A: That is very simple. I used Savitri as a means of ascension. I began with it on a certain mental level, each time I could reach a higher level I rewrote from that level. Moreover I was particular — if part seemed to me to come from any lower levels I was not satisfied to leave it because it was good poetry. All had to be as far as possible of the same mint. In fact Savitri has not been regarded by me as a poem to be written and finished, but as a field of experimentation to see how far poetry could be written from one’s own Yogic consciousness and how that could be made creative. I did not rewrite Rose of God or the sonnets except for two or three verbal alterations made at the moment.
p.239
* * *
Q: The Overmind seems so distant from us, and your Himalayan austerity and grandeur takes my breath away, making my heart palpitate!

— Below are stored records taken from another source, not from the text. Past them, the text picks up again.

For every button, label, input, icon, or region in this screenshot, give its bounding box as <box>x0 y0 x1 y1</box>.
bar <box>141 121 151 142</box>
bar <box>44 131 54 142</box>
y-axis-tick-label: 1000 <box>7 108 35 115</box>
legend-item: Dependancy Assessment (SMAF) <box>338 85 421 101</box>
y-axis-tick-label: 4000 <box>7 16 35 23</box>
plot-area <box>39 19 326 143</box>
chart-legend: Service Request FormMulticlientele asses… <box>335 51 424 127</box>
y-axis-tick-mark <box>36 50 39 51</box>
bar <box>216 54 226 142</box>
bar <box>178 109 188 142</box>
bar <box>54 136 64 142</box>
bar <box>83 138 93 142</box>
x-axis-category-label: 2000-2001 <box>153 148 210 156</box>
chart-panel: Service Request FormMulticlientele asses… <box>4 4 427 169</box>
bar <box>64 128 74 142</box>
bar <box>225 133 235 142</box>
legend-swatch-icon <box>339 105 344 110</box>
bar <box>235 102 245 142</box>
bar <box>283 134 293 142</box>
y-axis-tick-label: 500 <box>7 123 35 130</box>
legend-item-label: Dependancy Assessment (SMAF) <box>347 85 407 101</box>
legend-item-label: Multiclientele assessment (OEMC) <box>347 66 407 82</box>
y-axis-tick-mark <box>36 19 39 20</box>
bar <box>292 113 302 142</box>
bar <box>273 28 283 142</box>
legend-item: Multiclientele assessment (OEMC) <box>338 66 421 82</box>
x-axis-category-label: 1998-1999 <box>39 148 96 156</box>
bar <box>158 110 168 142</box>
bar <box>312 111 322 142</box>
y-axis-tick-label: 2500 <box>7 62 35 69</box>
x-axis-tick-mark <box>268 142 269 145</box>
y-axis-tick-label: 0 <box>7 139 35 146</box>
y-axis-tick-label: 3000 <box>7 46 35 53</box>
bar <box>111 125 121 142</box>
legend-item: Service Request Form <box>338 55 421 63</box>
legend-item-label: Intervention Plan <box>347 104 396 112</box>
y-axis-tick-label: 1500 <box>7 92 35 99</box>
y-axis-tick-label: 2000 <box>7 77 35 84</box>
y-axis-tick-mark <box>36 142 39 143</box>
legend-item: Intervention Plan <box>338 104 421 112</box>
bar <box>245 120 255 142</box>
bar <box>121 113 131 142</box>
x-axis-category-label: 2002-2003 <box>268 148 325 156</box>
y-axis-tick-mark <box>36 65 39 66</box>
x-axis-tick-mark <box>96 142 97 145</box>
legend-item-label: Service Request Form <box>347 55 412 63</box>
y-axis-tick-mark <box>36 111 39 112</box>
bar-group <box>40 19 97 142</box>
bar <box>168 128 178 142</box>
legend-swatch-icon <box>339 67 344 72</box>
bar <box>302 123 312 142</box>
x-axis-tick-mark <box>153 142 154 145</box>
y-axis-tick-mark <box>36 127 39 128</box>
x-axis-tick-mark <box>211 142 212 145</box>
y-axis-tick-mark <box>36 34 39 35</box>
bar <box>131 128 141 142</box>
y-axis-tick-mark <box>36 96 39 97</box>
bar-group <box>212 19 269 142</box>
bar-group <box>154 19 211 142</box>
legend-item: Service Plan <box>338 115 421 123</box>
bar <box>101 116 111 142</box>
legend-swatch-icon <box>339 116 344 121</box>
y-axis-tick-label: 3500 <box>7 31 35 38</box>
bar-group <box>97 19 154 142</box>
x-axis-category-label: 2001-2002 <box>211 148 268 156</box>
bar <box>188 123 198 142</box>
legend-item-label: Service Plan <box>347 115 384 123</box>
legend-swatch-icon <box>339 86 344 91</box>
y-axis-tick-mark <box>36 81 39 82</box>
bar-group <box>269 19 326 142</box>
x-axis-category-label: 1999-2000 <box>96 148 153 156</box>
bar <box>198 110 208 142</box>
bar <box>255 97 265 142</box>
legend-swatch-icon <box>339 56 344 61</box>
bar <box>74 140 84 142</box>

A: O rubbish! I am austere and grand, grim and stern! every blasted thing I never was! I groan in an un-Aurobindian despair when I hear such things. What has happened to the common sense of all you people? In order to reach the Overmind it is not at all necessary to take leave of this simple but useful quality. Common sense by the way is not logic (which is the least commonsense-like thing in the world), it is simply looking at things as they are without inflation or deflation — not imagining wild imaginations — or for that matter despairing “I know not why” despairs.
p.354-5 (23-2-1935)
* * *
You say that this way is too difficult for you or the likes of you and it is only “Avatars” like myself or the Mother that can do it. That is a strange misconception; for it is, on the contrary, the easiest and simplest and most direct way and anyone can do it, if he makes his mind and vital quiet, even those who have a tenth of your capacity can do it. It is the other way of tension and strain and hard endeavour that is difficult and needs a great force of Tapasya. As for the Mother and myself, we have had to try all ways, follow all methods, to surmount mountains of difficulties, a far heavier burden to bear than you or anybody else in the Ashram or outside, far more difficult conditions, battles to fight, wounds to endure, ways to cleave through impenetrable morass and desert and forest, hostile masses to conquer — a work such as, I am certain, none else had to do before us. For the Leader of the Way in a work like ours has not only to bring down and represent and embody the Divine, but to represent too the ascending element in humanity and to bear the burden of humanity to the full and experience, not in a mere play or Lila but in grim earnest, all the obstruction, difficulty, opposition, baffled and hampered and only slowly victorious labour which are possible on the Path. But it is not necessary nor tolerable that all that should be repeated over again to the full in the experience of others. It is because we have the complete experience that we can show a straighter and easier road to others — if they will only consent to take it. It is because of our experience won at a tremendous price that we can urge upon you and others, “Take the psychic attitude; follow the straight sunlit path, with the Divine openly or secretly upbearing you — if secretly, he will yet show himself in good time, — do not insist on the hard, hampered, roundabout and difficult journey.”
p.463 (5-5-1932)
* * *
The Mother’s consciousness is the divine Consciousness and the Light that comes from it is the light of the divine Truth, the Force that she brings down is the force of the divine Truth. One who receives and accepts and lives in the Mother’s light, will begin to see the truth on all the planes, the mental, the vital, the physical. He will reject all that is undivine, — the undivine is the falsehood, the ignorance, the error of the dark forces; the undivine is all that is obscure and unwilling to accept the divine Truth and its light and force. The undivine, therefore, is all that is unwilling to accept the light and force of the Mother. That is why I am always telling you to keep yourself in contact with the Mother and with her light and Force, because it is only so that you can come out of this confusion and obscurity and receive the Truth that comes from above.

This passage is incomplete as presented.